Before staging one’s own death with well-chosen images that we will learn to make later. Forced to take matters into his own hands to clear his name when everyone blames him, the hero must thus become the director of history.
“You’ve never seen me mad before!”
He then recruits agents who are in denial like him to form a new team, to whom he uncovers a plan to rob the CIA headquarters. A scene that will become instantly iconic and that makes us laugh while explaining mode of operationthus introducing flash forwards that would become one of the codas of the saga on the big screen.
Given his success and the fact that the audience has been holding their breath for a long time, with an impressive sequence, completely weightless, in the headquarters of the CIA, Ethan continues his number with a big boost of magic tricks (a floppy disk that is exchanged under Krieger’s nose and a beard, which Jean Renault performs). And, of course, Phelps has the upper hand when he takes over the editing himself.

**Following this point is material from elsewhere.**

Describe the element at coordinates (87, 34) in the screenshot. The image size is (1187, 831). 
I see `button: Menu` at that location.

Although his mentor from the dead gives him his version of the facts, Brian De Palma chooses to show us at the same time that it becomes increasingly clear in the mind of his hero. Ethan even goes so far as to literally become Jim, thanks to a game of disguise, confusing Claire (Emmanuel Beart) with Oedipal accents, where it’s about becoming her adoptive father (and then killing him). After seducing his adoptive mother.

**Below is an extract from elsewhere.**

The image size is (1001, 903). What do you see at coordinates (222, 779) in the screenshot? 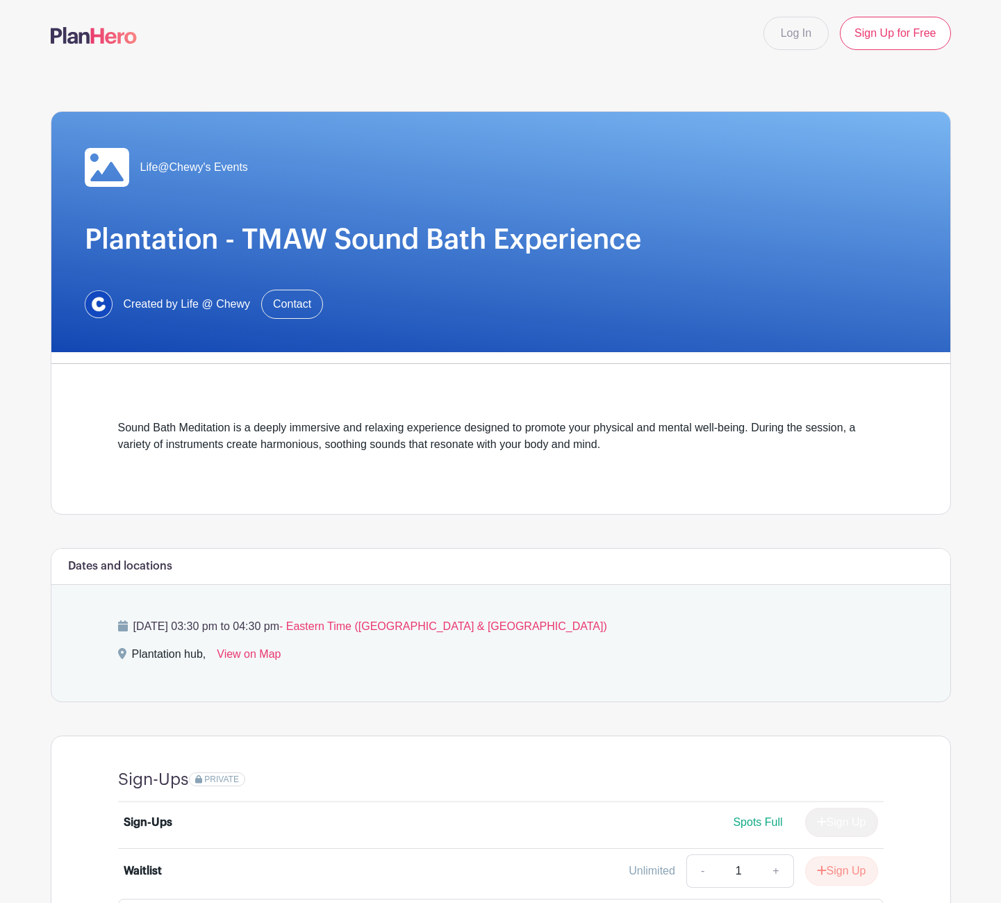
I see `span: PRIVATE` at bounding box center [222, 779].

Surrogate parents who die in the canal tunnel. In a spectacular yet borderline surreal finale, De Palma embraces the rules of the summer blockbuster and abandons his obsessions, explored in unsettling close-ups (particularly during the confrontation between Hunt and Kittridge in a Prague restaurant). ) and deframing, which emphasizes the paranoia with which the story is imbued.

When you are looking for Khala…
Chaos, which comes especially from the geopolitical situation of the time. Like Goldeneye, which came out a year before it, Mission: Impossible plunges us into a world still marked by the collapse of the Soviet bloc, which reshuffled the cards and where American supremacy is more of a concern than a solution.

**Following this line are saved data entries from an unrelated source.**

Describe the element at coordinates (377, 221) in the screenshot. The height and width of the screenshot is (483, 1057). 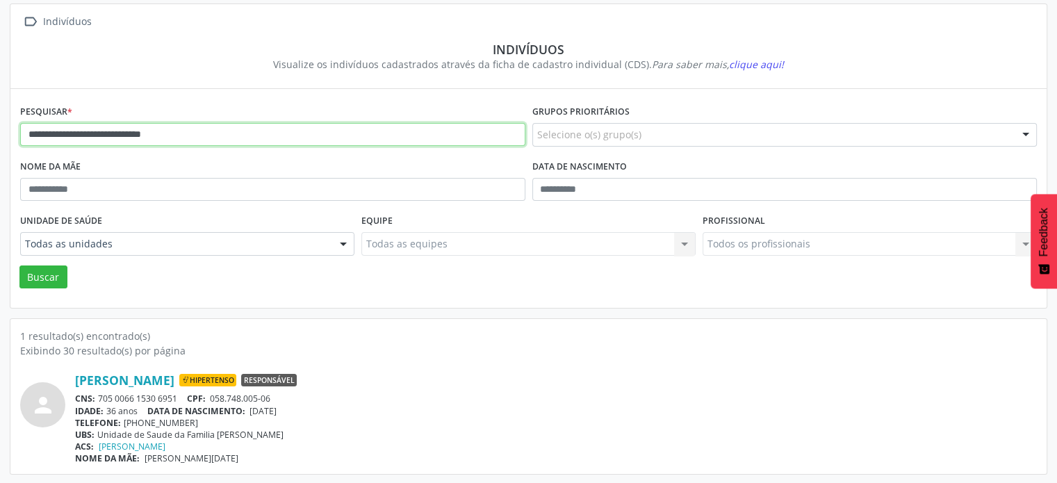
I see `label: Equipe` at that location.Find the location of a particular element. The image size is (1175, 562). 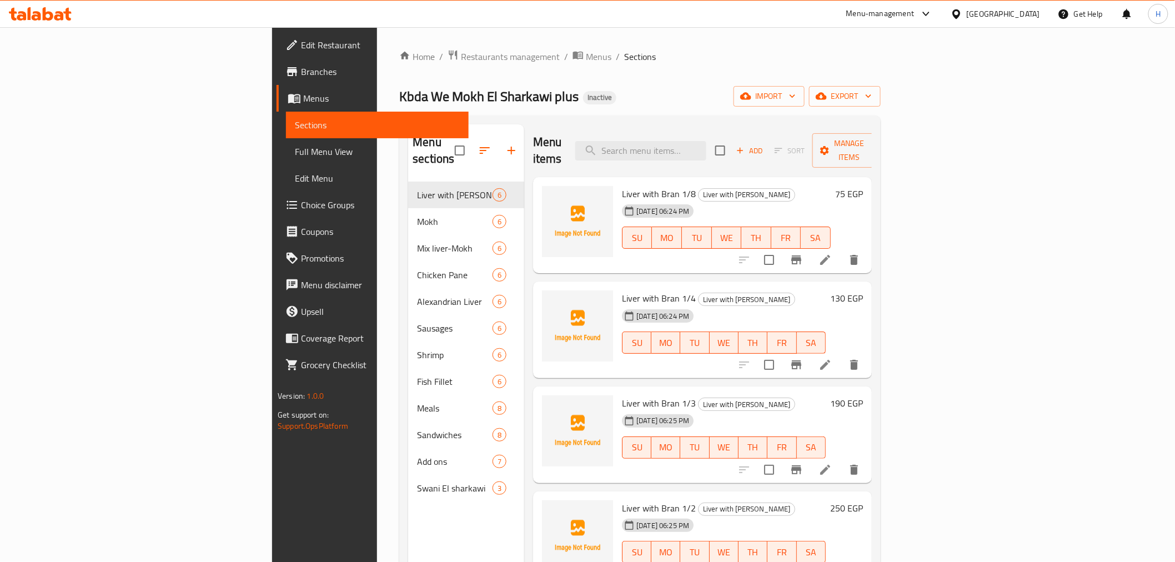

span: Restaurants management is located at coordinates (511, 57).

Therefore, it is not surprising that the film debuted in Ukraine and then in the Czech Republic, thanks to which Brian De Palma, hidden behind the aura of his star, gives a happy shot in the Hollywood anthill. Without abandoning the codes of the franchise inherited from the original series (including the masks), it signs a violent, political film and less mainstream than one might imagine, especially when it slides towards horror during the scene in Prague.
MISSION COMPLETE
Brilliant and complex, it offers Tom Cruise an opportunity to make the brand his own by turning small-screen hero Jim Phelps into a traitor to history. Not even two hours after his first appearance as the masked actor, his Ethan Hunt is rehabilitated and becomes the franchise leader.
Which the final scene emphasizes by putting her in the same position as her boss at the beginning of the story, who the air hostess insisted on film. He is not yet a Superman who climbs rocks with his bare hands, but now it is through him that the mission orders go, the scenarios that he himself will have to ensure staging.

“Hello Mr. Hunt . . .”
Or find men to do it. Helped by the success of his first release as a producer, he can intervene in projects and put the people he wants in the right positions.
As the Mission: Impossible saga officially becomes the vehicle for the superstar that he is, he finds that he can step behind the scenes and produce projects that speak as much about him and his persona as the story.
Next episode: When Tom Cruise was riding a motorcycle
Source: Allocine

Rose James is a Gossipify movie and series reviewer known for her in-depth analysis and unique perspective on the latest releases. With a background in film studies, she provides engaging and informative reviews, and keeps readers up to date with industry trends and emerging talents.